Oliver Burkeman’s Four Thousand Weeks: Time Management for Mortals, actively encourages people to give up the impossible quest of becoming the optimized, infinitely capable, emotionally invincible, fully independent person they could be if they only learn to manage their time better.
Instead, it explores how to construct a meaningful life by embracing finitude, developing the courage to make necessarily difficult choices, and recognizing that it is a privilege to have four thousand weeks to live in the first place.
It’s a book that advocates deep introspection to understanding what you value above all else and spending your time on what matters to you to live a more fulfilling life.
I wholeheartedly recommend this book because I loved many of the insightful stories, parables, and allegories of the ancient and contemporary philosophers and psychologists that Oliver Burkeman references in Four Thousand Weeks. I will be sharing some of my favorites with you to encourage you to take the time to read this incredible book!

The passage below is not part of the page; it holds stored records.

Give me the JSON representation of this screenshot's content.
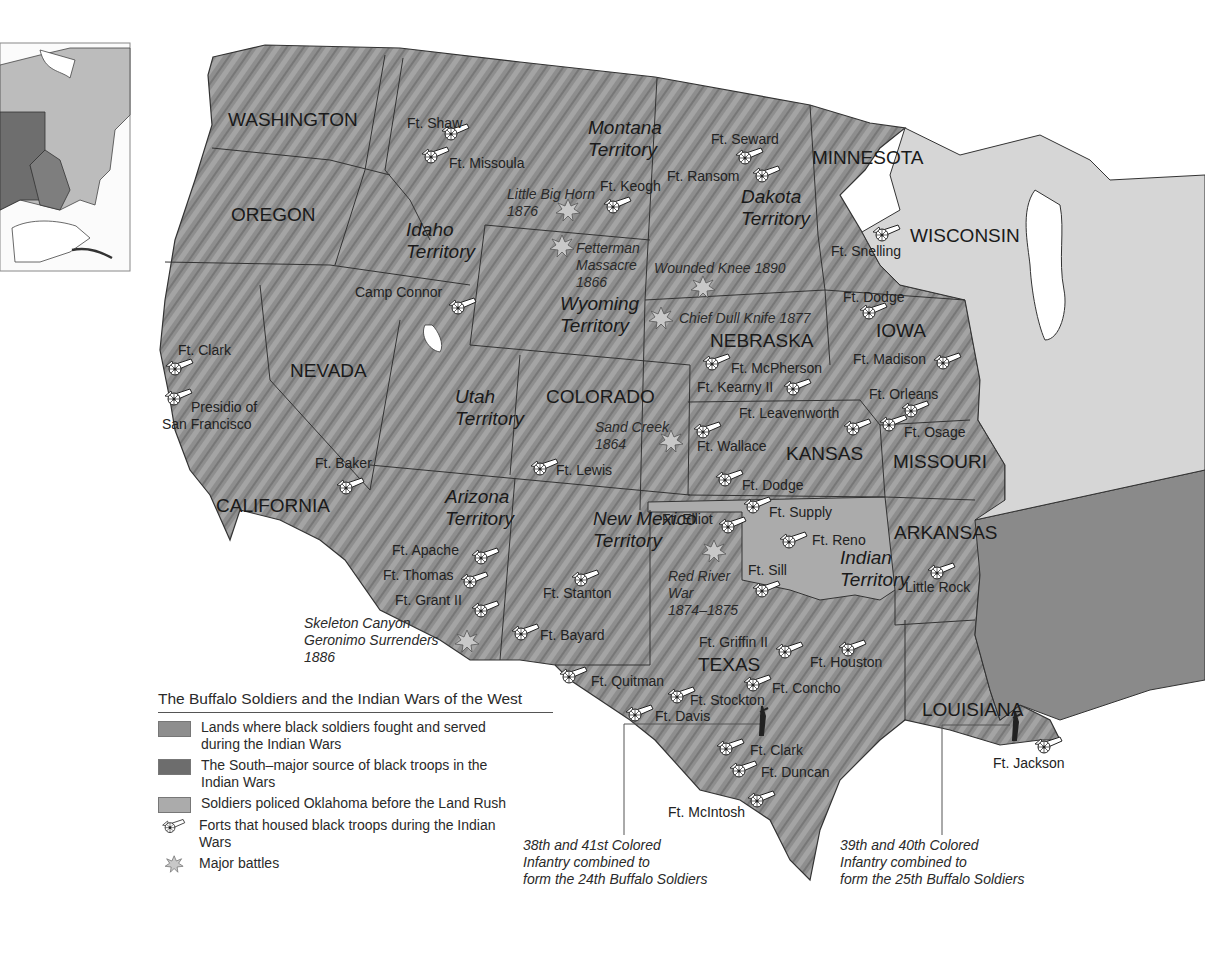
{
  "title": "The Buffalo Soldiers and the Indian Wars of the West",
  "colors": {
    "served_lands": "#8e8e8e",
    "south": "#6d6d6d",
    "oklahoma": "#ababab",
    "other_states": "#d6d6d6",
    "water": "#ffffff",
    "border": "#333333"
  },
  "legend": {
    "items": [
      {
        "type": "swatch",
        "color": "#8e8e8e",
        "label": "Lands where black soldiers fought and served during the Indian Wars"
      },
      {
        "type": "swatch",
        "color": "#6d6d6d",
        "label": "The South–major source of black troops in the Indian Wars"
      },
      {
        "type": "swatch",
        "color": "#ababab",
        "label": "Soldiers policed Oklahoma before the Land Rush"
      },
      {
        "type": "fort-icon",
        "label": "Forts that housed black troops during the Indian Wars"
      },
      {
        "type": "battle-icon",
        "label": "Major battles"
      }
    ]
  },
  "states": [
    {
      "name": "WASHINGTON",
      "x": 228,
      "y": 126
    },
    {
      "name": "OREGON",
      "x": 231,
      "y": 221
    },
    {
      "name": "NEVADA",
      "x": 290,
      "y": 377
    },
    {
      "name": "CALIFORNIA",
      "x": 216,
      "y": 512
    },
    {
      "name": "COLORADO",
      "x": 546,
      "y": 403
    },
    {
      "name": "NEBRASKA",
      "x": 710,
      "y": 347
    },
    {
      "name": "KANSAS",
      "x": 786,
      "y": 460
    },
    {
      "name": "MINNESOTA",
      "x": 812,
      "y": 164
    },
    {
      "name": "WISCONSIN",
      "x": 910,
      "y": 242
    },
    {
      "name": "IOWA",
      "x": 876,
      "y": 337
    },
    {
      "name": "MISSOURI",
      "x": 893,
      "y": 468
    },
    {
      "name": "ARKANSAS",
      "x": 894,
      "y": 539
    },
    {
      "name": "TEXAS",
      "x": 698,
      "y": 671
    },
    {
      "name": "LOUISIANA",
      "x": 922,
      "y": 716
    }
  ],
  "territories": [
    {
      "name": [
        "Montana",
        "Territory"
      ],
      "x": 588,
      "y": 134
    },
    {
      "name": [
        "Dakota",
        "Territory"
      ],
      "x": 741,
      "y": 203
    },
    {
      "name": [
        "Idaho",
        "Territory"
      ],
      "x": 406,
      "y": 236
    },
    {
      "name": [
        "Wyoming",
        "Territory"
      ],
      "x": 560,
      "y": 310
    },
    {
      "name": [
        "Utah",
        "Territory"
      ],
      "x": 455,
      "y": 403
    },
    {
      "name": [
        "Arizona",
        "Territory"
      ],
      "x": 445,
      "y": 503
    },
    {
      "name": [
        "New Mexico",
        "Territory"
      ],
      "x": 593,
      "y": 525
    },
    {
      "name": [
        "Indian",
        "Territory"
      ],
      "x": 840,
      "y": 564
    }
  ],
  "forts": [
    {
      "name": "Ft. Shaw",
      "x": 454,
      "y": 132,
      "lx": 407,
      "ly": 128
    },
    {
      "name": "Ft. Missoula",
      "x": 434,
      "y": 155,
      "lx": 449,
      "ly": 168
    },
    {
      "name": "Ft. Keogh",
      "x": 616,
      "y": 205,
      "lx": 600,
      "ly": 191
    },
    {
      "name": "Ft. Seward",
      "x": 748,
      "y": 156,
      "lx": 711,
      "ly": 144
    },
    {
      "name": "Ft. Ransom",
      "x": 765,
      "y": 174,
      "lx": 667,
      "ly": 181
    },
    {
      "name": "Ft. Snelling",
      "x": 885,
      "y": 233,
      "lx": 831,
      "ly": 256
    },
    {
      "name": "Camp Connor",
      "x": 461,
      "y": 306,
      "lx": 355,
      "ly": 297
    },
    {
      "name": "Ft. Dodge",
      "x": 872,
      "y": 311,
      "lx": 843,
      "ly": 302
    },
    {
      "name": "Ft. Madison",
      "x": 946,
      "y": 361,
      "lx": 853,
      "ly": 364
    },
    {
      "name": "Ft. Clark",
      "x": 178,
      "y": 367,
      "lx": 178,
      "ly": 355
    },
    {
      "name": "Ft. McPherson",
      "x": 715,
      "y": 362,
      "lx": 731,
      "ly": 373
    },
    {
      "name": "Ft. Kearny II",
      "x": 796,
      "y": 387,
      "lx": 697,
      "ly": 392
    },
    {
      "name": "Ft. Orleans",
      "x": 914,
      "y": 409,
      "lx": 869,
      "ly": 399
    },
    {
      "name": "Ft. Leavenworth",
      "x": 856,
      "y": 427,
      "lx": 739,
      "ly": 418
    },
    {
      "name": "Ft. Osage",
      "x": 892,
      "y": 423,
      "lx": 904,
      "ly": 437
    },
    {
      "name": "Ft. Wallace",
      "x": 706,
      "y": 430,
      "lx": 697,
      "ly": 451
    },
    {
      "name": "Presidio of San Francisco",
      "x": 177,
      "y": 397,
      "lx": 191,
      "ly": 412
    },
    {
      "name": "Ft. Lewis",
      "x": 543,
      "y": 467,
      "lx": 556,
      "ly": 475
    },
    {
      "name": "Ft. Baker",
      "x": 349,
      "y": 486,
      "lx": 315,
      "ly": 468
    },
    {
      "name": "Ft. Dodge",
      "x": 728,
      "y": 478,
      "lx": 742,
      "ly": 490
    },
    {
      "name": "Ft. Supply",
      "x": 756,
      "y": 505,
      "lx": 769,
      "ly": 517
    },
    {
      "name": "Ft. Elliot",
      "x": 731,
      "y": 525,
      "lx": 662,
      "ly": 524
    },
    {
      "name": "Ft. Reno",
      "x": 792,
      "y": 540,
      "lx": 812,
      "ly": 545
    },
    {
      "name": "Ft. Apache",
      "x": 484,
      "y": 556,
      "lx": 392,
      "ly": 555
    },
    {
      "name": "Ft. Thomas",
      "x": 473,
      "y": 580,
      "lx": 383,
      "ly": 580
    },
    {
      "name": "Ft. Sill",
      "x": 765,
      "y": 589,
      "lx": 748,
      "ly": 575
    },
    {
      "name": "Ft. Stanton",
      "x": 584,
      "y": 578,
      "lx": 543,
      "ly": 598
    },
    {
      "name": "Little Rock",
      "x": 940,
      "y": 571,
      "lx": 905,
      "ly": 592
    },
    {
      "name": "Ft. Grant II",
      "x": 484,
      "y": 609,
      "lx": 395,
      "ly": 605
    },
    {
      "name": "Ft. Bayard",
      "x": 524,
      "y": 632,
      "lx": 540,
      "ly": 640
    },
    {
      "name": "Ft. Griffin II",
      "x": 788,
      "y": 650,
      "lx": 699,
      "ly": 647
    },
    {
      "name": "Ft. Houston",
      "x": 851,
      "y": 648,
      "lx": 810,
      "ly": 667
    },
    {
      "name": "Ft. Quitman",
      "x": 572,
      "y": 675,
      "lx": 591,
      "ly": 686
    },
    {
      "name": "Ft. Concho",
      "x": 756,
      "y": 683,
      "lx": 772,
      "ly": 693
    },
    {
      "name": "Ft. Stockton",
      "x": 680,
      "y": 695,
      "lx": 690,
      "ly": 705
    },
    {
      "name": "Ft. Davis",
      "x": 638,
      "y": 713,
      "lx": 655,
      "ly": 721
    },
    {
      "name": "Ft. Clark",
      "x": 729,
      "y": 747,
      "lx": 750,
      "ly": 755
    },
    {
      "name": "Ft. Duncan",
      "x": 742,
      "y": 769,
      "lx": 761,
      "ly": 777
    },
    {
      "name": "Ft. McIntosh",
      "x": 760,
      "y": 799,
      "lx": 668,
      "ly": 817
    },
    {
      "name": "Ft. Jackson",
      "x": 1047,
      "y": 745,
      "lx": 993,
      "ly": 768
    }
  ],
  "battles": [
    {
      "name": [
        "Little Big Horn",
        "1876"
      ],
      "x": 568,
      "y": 210,
      "lx": 507,
      "ly": 199
    },
    {
      "name": [
        "Fetterman",
        "Massacre",
        "1866"
      ],
      "x": 562,
      "y": 246,
      "lx": 576,
      "ly": 253
    },
    {
      "name": [
        "Wounded Knee 1890"
      ],
      "x": 703,
      "y": 287,
      "lx": 654,
      "ly": 273
    },
    {
      "name": [
        "Chief Dull Knife 1877"
      ],
      "x": 661,
      "y": 318,
      "lx": 679,
      "ly": 323
    },
    {
      "name": [
        "Sand Creek",
        "1864"
      ],
      "x": 671,
      "y": 441,
      "lx": 595,
      "ly": 432
    },
    {
      "name": [
        "Red River",
        "War",
        "1874–1875"
      ],
      "x": 714,
      "y": 551,
      "lx": 668,
      "ly": 581
    },
    {
      "name": [
        "Skeleton Canyon",
        "Geronimo Surrenders",
        "1886"
      ],
      "x": 467,
      "y": 641,
      "lx": 304,
      "ly": 628
    }
  ],
  "notes": [
    {
      "lines": [
        "38th and 41st Colored",
        "Infantry combined to",
        "form the 24th Buffalo Soldiers"
      ],
      "x": 523,
      "y": 850,
      "lead_x": 624,
      "lead_y1": 724,
      "lead_y2": 835,
      "lead_x2": 762
    },
    {
      "lines": [
        "39th and 40th Colored",
        "Infantry combined to",
        "form the 25th Buffalo Soldiers"
      ],
      "x": 840,
      "y": 850,
      "lead_x": 942,
      "lead_y1": 725,
      "lead_y2": 835,
      "lead_x2": 1010
    }
  ]
}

What I Learned From (WILF) – Oliver Burkeman’s Four Thousand Weeks: Time Management for Mortals
- Most people yearn to live more than one life – one in which it is possible to be a loving partner, an excellent parent, achieve stellar professional success, be a pillar of the community, and have time to devote to a hobby or two, along with running a marathon regularly. It’s not possible because once you start trying to do it, you realize you will be forced to make trade-offs.

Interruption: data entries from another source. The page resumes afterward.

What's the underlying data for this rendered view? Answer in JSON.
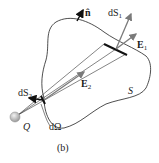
{
  "figure": {
    "caption": "(b)",
    "surface_label": "S",
    "charge_label": "Q",
    "solid_angle_label": "dΩ",
    "normal_label": "n̂",
    "vectors": {
      "dS1": {
        "base": "dS",
        "sub": "1"
      },
      "dS2": {
        "base": "dS",
        "sub": "2"
      },
      "E1": {
        "base": "E",
        "sub": "1"
      },
      "E2": {
        "base": "E",
        "sub": "2"
      }
    }
  },
  "colors": {
    "line": "#222222",
    "arrow_gray": "#7a7a7a",
    "charge": "#bbbbbb"
  }
}
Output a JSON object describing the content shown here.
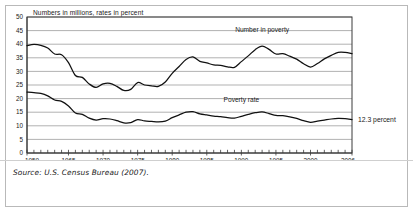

- “Since every real-world choice about how to live entails the loss of countless alternative ways of living, there’s no reason to procrastinate or to resist making commitments, in the anxious hope that you might somehow be able to avoid those losses. Loss is a given. That ship has sailed – and what a relief.” – Oliver Burkeman
- Make a list of the top 25 things you want out of life and then arrange them in order from the most important to the least. The top 5 should be the ones you organize your time around. The remaining 20 are the ones you actively avoid at all costs because they are ambitions that are insufficiently important to you to form the core of your life yet seductive enough to distract you from the ones that matter the most.
- “It turns out that when people make enough money to meet their needs, they just find new things to need and new lifestyles to aspire to; they never quite manage to keep up with the Joneses, because whenever they’re in danger of getting close, they nominate new and better Joneses with whom to try to keep up. As a result, they work harder and harder, and soon busyness becomes an emblem of prestige. Which is clearly completely absurd: for almost the whole history, the entire point of being rich was not having to work so much.” – Oliver Burkeman
Additional Thoughts on Oliver Burkeman’s Four Thousand Weeks: Time Management for Mortals
I found this book so insightful that I reread it a second time directly after my first read. I also insisted on Mark reading it so that we can have in-depth discussions about it during our phone and tv free dinners.
Thank you, Oliver Burkeman for spending your time writing this book!